If Mom and Pop will get together with the two-part article and then call in a consultant (I'm available) to vet their plan, then the small business can have a survival plan without killing the budget.

The article, “Mom and Pop need Business Continuity, too,” is linked from http://JohnGlennMBCI.com/articles.html .

John Glenn, MBCI
Enterprise Risk Management practitioner
Hollywood/Fort Lauderdale Florida
JohnGlennMBCI at gmail dot com

Monday, October 5, 2009

Zombies get everyones' attention

The following "incident" got a lot of national (and maybe international) press attention. The attention many not have been particularly good for the author, but it DID gain attention for Emergency Management - perhaps we, Enterprise Risk Management practitioners - can use a similar approach to gain attention for our efforts. jg


 

A University of Florida manager posted a plan to deal with zombies on the school's Web site.

From the Gainesville FL Sun http://www.gainesville.com/article/20091002/ARTICLES/910021006/1002?Title=Thank-goodness-UF-has-a-plan-for-zombie-invasions

By Nathan Crabbe
Staff writer

Forget swine flu: The University of Florida's latest plan of attack concerns the off chance its employees become flesh-eating zombies.

A plan to deal with a campus zombie attack was posted among disaster preparation exercises on the university's e-Learning Web site before being removed late Thursday afternoon.

The plan included medical information on "zombieism" and a form allowing UF employees to explain why they killed infected co-workers, such as those workers making "references to wanting to eat brains."

"Obviously it was meant to be humorous," Doug Johnson, manager of UF's e-Learning Support Services and author of the plan, said Thursday before it was removed.

He said the plan was meant to reduce stress in the office as well as inspire thinking about how to handle a campus closure. With swine flu raising the possibility of such a scenario, he said, the office is making plans including holding a test run by operating its e-Learning services from off campus.

After word of the zombie plan broke Thursday morning, it received national media attention before it was ordered pulled later in the day. No disciplinary action will be taken against Johnson because he wrote the plan on his own time, UF spokesman Steve Orlando said.

Johnson said he has insomnia and that the idea for the plan came to him as he lay awake around 1 a.m. He said he wrote until about 4 a.m., mining Wikipedia for zombie information and using knowledge culled from his own reading of the novel "World War Z: An Oral History of the Zombie War" and previous viewing of movies such as the zombie comedy "Shaun of the Dead."

Zombies are a longtime horror-movie staple that have exploded into a pop culture phenomenon, from the Jane Austen parody "Pride and Prejudice and Zombies" to the new movie "Zombieland." The UF zombie plan included footnotes referring to previous zombie movies such as "Night of the Living Dead" and "28 Days Later" as documentaries.

The six-page document listed "tentative action items" such as equipping offices with easily barricaded doors and giving employees weapons to defend themselves.

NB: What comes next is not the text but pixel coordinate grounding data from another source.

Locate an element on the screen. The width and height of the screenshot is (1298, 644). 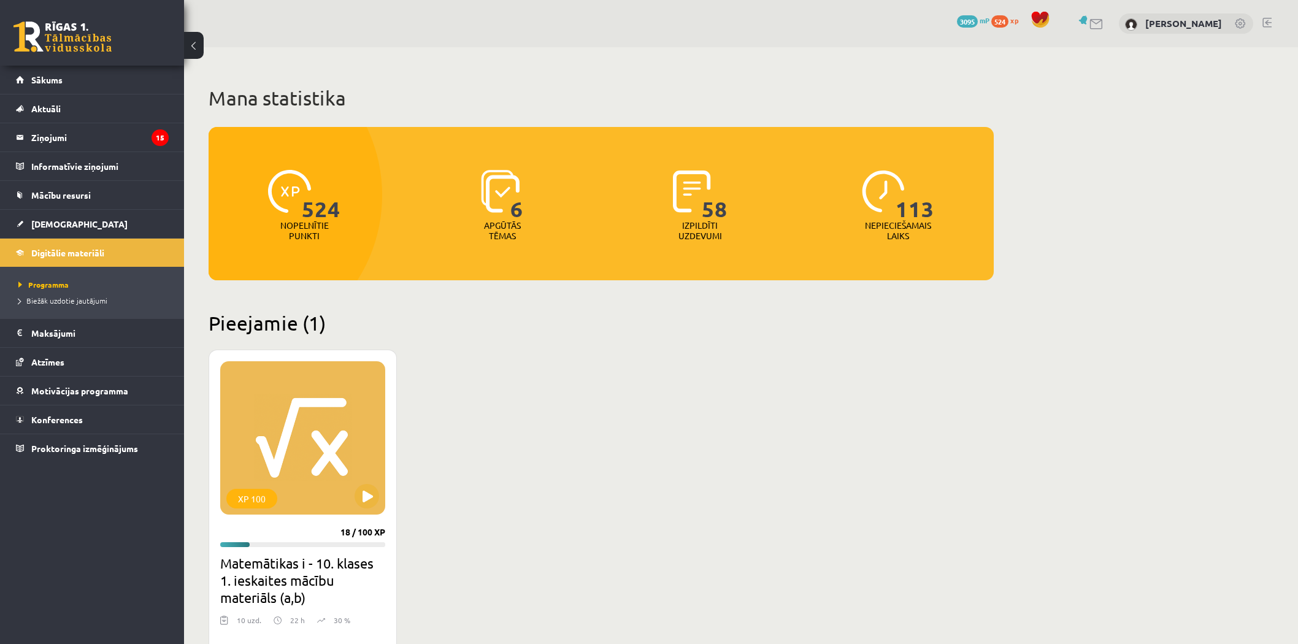
p: Nopelnītie punkti is located at coordinates (304, 231).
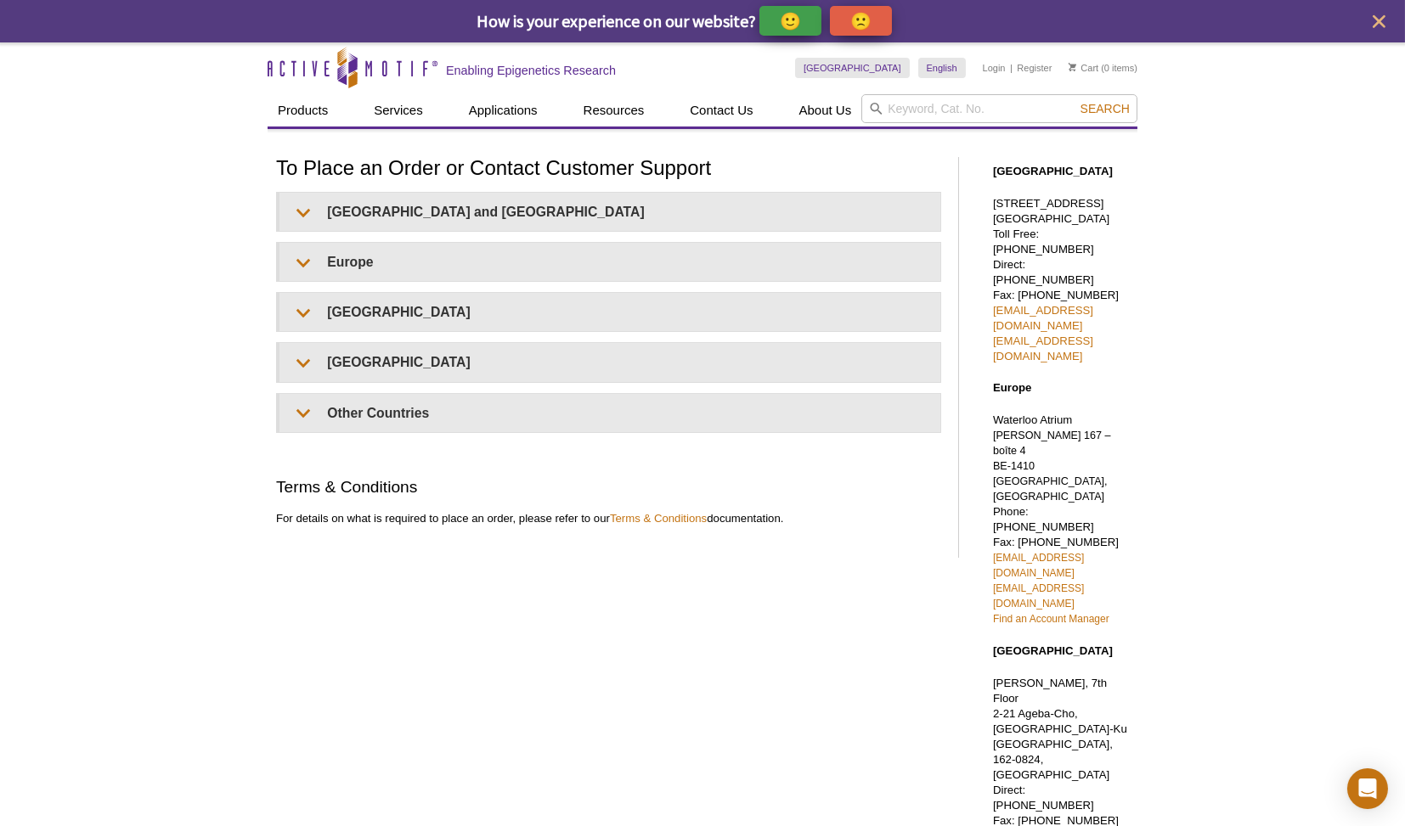 This screenshot has width=1405, height=826. I want to click on button: close, so click(1378, 21).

"Some employees may prefer weapons such as chain saws, baseball bats and explosives that have been shown to be effective against zombies," the plan said. "Given the stress on staff to be anticipated during a zombie outbreak, employees should be given the flexibility to choose their own weaponry thereby diminishing anxiety."

The plan concluded with an "infected co-worker dispatch form" that included a place to list the co-worker's symptoms such as "lack of rational thought (this can cause problems confusing zombies with managers)." At the end, employees were to note whether housekeeping had been notified to clean up the dead zombie and whether human resources had been told to stop salary payments to the zombie and its victims.

Johnson said his office has actual disaster plans to deal with a hurricane and disease pandemic and is working on one to address a campus closure. Workers will do their jobs from home in the next several weeks as a test run, he said.

His office also puts course materials online for about 3,000 instructors teaching about half of UF's classes.

"Sometimes that can be stressful," he said. "One of my goals was to give the group a laugh."